Answer:
When you are hungry your brain signals your digestive system to prepare for food. This leads to stomach growling. Your brain does this because it knows that you are hungry, and consequently the brain signals the digestive muscles to contract. There is also, usually, some gas in the intestines and stomach. The noises come out when the mixture of the gas and fluid, digestive juices, squirt through a opening that separates the stomach and small intestine.
Sometimes the noises happen because of an excessive amount of gas in the small intestine.
Earth's tilted axis causes the seasons. Throughout the year, different parts of Earth receive the Sun's most direct rays. So, when the North Pole tilts toward the Sun, it's summer in the Northern Hemisphere. And when the South Pole tilts toward the Sun, it's winter in the Northern Hemisphere.
Answer:
The answer is vertebrate.
Explanation:
Vertebrates are those animals that have a central spinal cord. Fish, Chicken and rabbit can be classified as vertebrates because they all have a spinal cord. The vertebrate is a big term that is further divided into different classes for example Fish, amphibians, mammals, avian, and reptiles,
The correct answer is the mouth. Digestion begins when food enters the mouth, chewed, and mixed with saliva. Food usually has complex carbohydrates such as starch in them and saliva has an enzyme called salivary amylase which can break down these complex carbohydrates into simpler molecules (i.e. dextrins). After which, these dextrins are digested further in the stomach and in the small intestine by the action of enzymes such as the pancreatic amylase which further breaks down dextrins into oligosaccharides and disaccharides. Other enzymes such as trypsin breaks down proteins into amino acids and lipase that breaks down fat into triglycerides. In the brush border of the small intestine, there are enzymes such as oligosaccharidases and disaccharidases which breaks down sugars into their most basic forms (i.e. glucose, fructose, galactose) which can be readily absorbed in the intestine. Amino acids and tricglycerides are also readilty absorbed in the intestines with the latter by the help of emulsification by bile.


Problem to solve | Could you copy each line of the entries that contains "subscript"?

=== Begin Enclosure ===

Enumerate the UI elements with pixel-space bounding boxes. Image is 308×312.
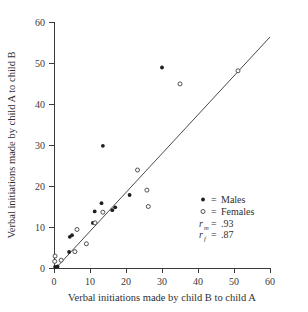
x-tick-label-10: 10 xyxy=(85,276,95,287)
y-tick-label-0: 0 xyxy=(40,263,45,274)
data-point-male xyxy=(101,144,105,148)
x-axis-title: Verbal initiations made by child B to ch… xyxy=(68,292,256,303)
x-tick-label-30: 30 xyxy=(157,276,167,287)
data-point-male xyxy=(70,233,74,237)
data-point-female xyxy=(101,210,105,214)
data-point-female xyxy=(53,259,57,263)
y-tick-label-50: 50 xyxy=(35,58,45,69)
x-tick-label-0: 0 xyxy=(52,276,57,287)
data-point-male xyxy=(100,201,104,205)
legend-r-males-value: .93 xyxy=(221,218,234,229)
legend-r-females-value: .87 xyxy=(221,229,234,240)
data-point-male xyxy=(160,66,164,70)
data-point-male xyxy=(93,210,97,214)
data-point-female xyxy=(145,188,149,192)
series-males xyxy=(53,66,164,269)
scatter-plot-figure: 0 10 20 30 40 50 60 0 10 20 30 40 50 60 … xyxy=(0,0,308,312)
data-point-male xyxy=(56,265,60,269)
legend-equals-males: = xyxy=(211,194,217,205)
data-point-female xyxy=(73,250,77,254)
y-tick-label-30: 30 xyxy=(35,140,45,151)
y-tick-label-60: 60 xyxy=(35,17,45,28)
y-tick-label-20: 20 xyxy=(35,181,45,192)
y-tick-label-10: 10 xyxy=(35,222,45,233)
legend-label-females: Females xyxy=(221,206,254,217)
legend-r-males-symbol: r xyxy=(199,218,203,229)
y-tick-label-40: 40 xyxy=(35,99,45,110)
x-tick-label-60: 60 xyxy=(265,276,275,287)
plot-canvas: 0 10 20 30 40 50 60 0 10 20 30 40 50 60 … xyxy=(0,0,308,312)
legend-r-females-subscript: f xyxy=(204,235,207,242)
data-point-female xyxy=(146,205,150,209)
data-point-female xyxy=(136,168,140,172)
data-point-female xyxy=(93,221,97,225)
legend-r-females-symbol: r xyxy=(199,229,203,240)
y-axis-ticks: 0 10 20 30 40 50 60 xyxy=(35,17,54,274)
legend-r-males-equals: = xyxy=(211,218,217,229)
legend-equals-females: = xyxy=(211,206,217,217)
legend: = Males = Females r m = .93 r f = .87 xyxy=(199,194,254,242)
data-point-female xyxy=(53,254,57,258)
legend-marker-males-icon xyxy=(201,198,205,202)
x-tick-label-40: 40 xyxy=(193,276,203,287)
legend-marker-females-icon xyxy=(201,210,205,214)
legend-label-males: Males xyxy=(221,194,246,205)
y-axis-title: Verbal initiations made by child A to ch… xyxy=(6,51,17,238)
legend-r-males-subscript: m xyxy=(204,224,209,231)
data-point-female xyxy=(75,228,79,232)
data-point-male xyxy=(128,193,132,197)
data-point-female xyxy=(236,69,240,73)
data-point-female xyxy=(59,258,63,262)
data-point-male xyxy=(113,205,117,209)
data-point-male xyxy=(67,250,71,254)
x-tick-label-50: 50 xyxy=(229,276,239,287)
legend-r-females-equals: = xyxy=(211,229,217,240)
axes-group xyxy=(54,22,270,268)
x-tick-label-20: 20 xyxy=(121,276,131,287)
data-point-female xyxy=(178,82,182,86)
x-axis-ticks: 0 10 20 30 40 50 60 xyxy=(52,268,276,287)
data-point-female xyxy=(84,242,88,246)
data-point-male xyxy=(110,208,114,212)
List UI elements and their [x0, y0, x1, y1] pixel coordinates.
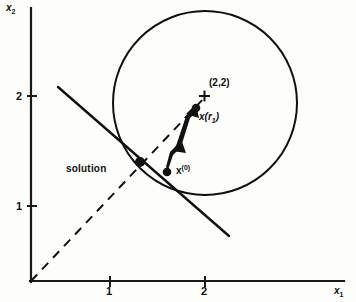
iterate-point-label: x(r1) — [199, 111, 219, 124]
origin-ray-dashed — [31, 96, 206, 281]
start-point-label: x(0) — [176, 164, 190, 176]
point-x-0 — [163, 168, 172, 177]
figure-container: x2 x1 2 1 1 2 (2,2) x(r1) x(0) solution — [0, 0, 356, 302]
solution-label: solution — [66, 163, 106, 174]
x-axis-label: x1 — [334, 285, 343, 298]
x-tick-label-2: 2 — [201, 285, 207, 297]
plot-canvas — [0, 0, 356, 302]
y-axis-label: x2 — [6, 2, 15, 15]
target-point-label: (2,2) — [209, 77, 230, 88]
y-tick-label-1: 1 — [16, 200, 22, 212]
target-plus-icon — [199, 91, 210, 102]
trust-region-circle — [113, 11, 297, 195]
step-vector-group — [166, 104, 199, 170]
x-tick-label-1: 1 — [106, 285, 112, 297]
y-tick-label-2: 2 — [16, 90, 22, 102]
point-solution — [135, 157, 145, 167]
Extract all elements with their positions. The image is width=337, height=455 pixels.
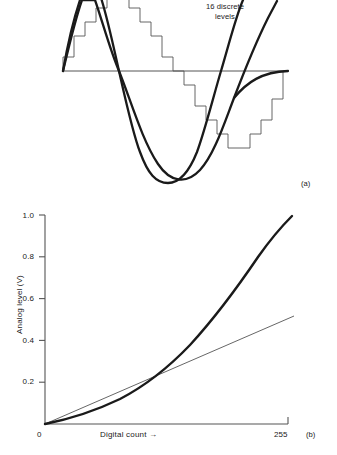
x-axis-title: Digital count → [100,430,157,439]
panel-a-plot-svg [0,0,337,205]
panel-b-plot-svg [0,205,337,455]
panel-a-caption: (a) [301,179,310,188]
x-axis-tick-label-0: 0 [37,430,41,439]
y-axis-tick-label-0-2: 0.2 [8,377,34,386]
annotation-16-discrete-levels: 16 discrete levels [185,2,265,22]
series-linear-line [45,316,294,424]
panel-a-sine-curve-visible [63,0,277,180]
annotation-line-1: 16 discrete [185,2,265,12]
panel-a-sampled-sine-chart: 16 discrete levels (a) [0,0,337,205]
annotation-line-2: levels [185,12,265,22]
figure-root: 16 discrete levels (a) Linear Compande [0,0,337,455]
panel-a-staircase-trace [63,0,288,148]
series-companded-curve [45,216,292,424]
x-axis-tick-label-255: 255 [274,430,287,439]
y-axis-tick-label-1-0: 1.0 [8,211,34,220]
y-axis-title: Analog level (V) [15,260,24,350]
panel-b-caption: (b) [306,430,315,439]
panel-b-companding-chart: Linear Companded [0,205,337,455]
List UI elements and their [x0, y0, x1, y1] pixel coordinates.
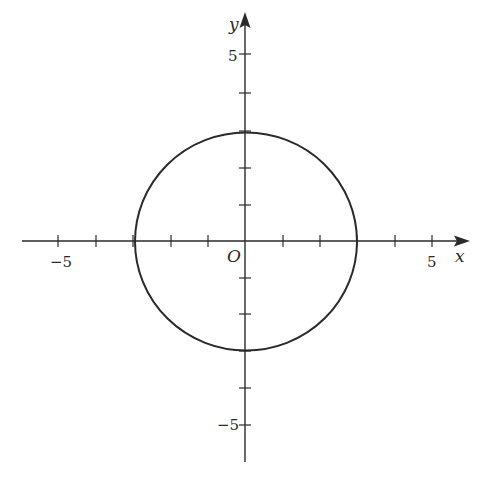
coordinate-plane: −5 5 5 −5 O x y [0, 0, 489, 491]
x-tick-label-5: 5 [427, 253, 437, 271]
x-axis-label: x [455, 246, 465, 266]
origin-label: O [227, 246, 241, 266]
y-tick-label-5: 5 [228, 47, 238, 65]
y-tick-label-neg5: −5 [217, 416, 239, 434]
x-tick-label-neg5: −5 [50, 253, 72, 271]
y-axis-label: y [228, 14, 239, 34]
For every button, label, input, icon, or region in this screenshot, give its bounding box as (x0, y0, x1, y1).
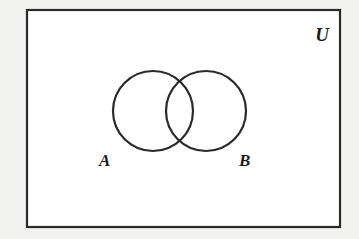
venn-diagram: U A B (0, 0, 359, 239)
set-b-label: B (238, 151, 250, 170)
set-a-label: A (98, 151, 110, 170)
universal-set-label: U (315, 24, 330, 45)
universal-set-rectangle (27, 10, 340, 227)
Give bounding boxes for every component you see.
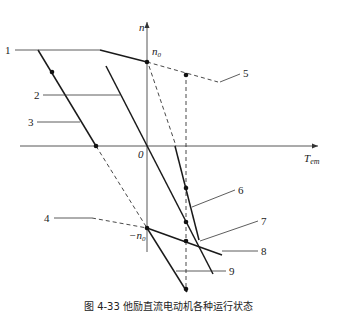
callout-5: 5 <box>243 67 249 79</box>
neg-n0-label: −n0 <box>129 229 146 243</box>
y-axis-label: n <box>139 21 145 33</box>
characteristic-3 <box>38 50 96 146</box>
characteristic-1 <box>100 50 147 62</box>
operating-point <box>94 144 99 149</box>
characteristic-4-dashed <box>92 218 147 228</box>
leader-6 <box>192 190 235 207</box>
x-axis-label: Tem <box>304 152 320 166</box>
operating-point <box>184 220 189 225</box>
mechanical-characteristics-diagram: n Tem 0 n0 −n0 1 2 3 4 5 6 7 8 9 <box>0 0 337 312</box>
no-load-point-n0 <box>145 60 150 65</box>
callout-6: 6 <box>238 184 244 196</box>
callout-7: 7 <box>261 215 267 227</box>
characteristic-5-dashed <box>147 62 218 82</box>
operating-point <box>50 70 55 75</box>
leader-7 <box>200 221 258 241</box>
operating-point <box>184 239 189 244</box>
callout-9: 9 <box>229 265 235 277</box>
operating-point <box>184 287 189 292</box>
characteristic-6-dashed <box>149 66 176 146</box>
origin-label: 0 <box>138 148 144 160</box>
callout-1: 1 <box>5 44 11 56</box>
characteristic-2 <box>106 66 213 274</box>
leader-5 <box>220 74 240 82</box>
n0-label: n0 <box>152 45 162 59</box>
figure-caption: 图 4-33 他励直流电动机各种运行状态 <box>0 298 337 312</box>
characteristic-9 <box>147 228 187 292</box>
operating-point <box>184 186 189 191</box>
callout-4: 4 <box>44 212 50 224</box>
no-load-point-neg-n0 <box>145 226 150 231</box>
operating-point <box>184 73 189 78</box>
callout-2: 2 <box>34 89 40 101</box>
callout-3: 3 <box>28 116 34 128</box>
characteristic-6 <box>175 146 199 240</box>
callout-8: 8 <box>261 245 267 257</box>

=== End Enclosure ===

Worked solution |
legend-r-females-subscript: f xyxy=(204,235,207,242)
legend-r-males-subscript: m xyxy=(204,224,209,231)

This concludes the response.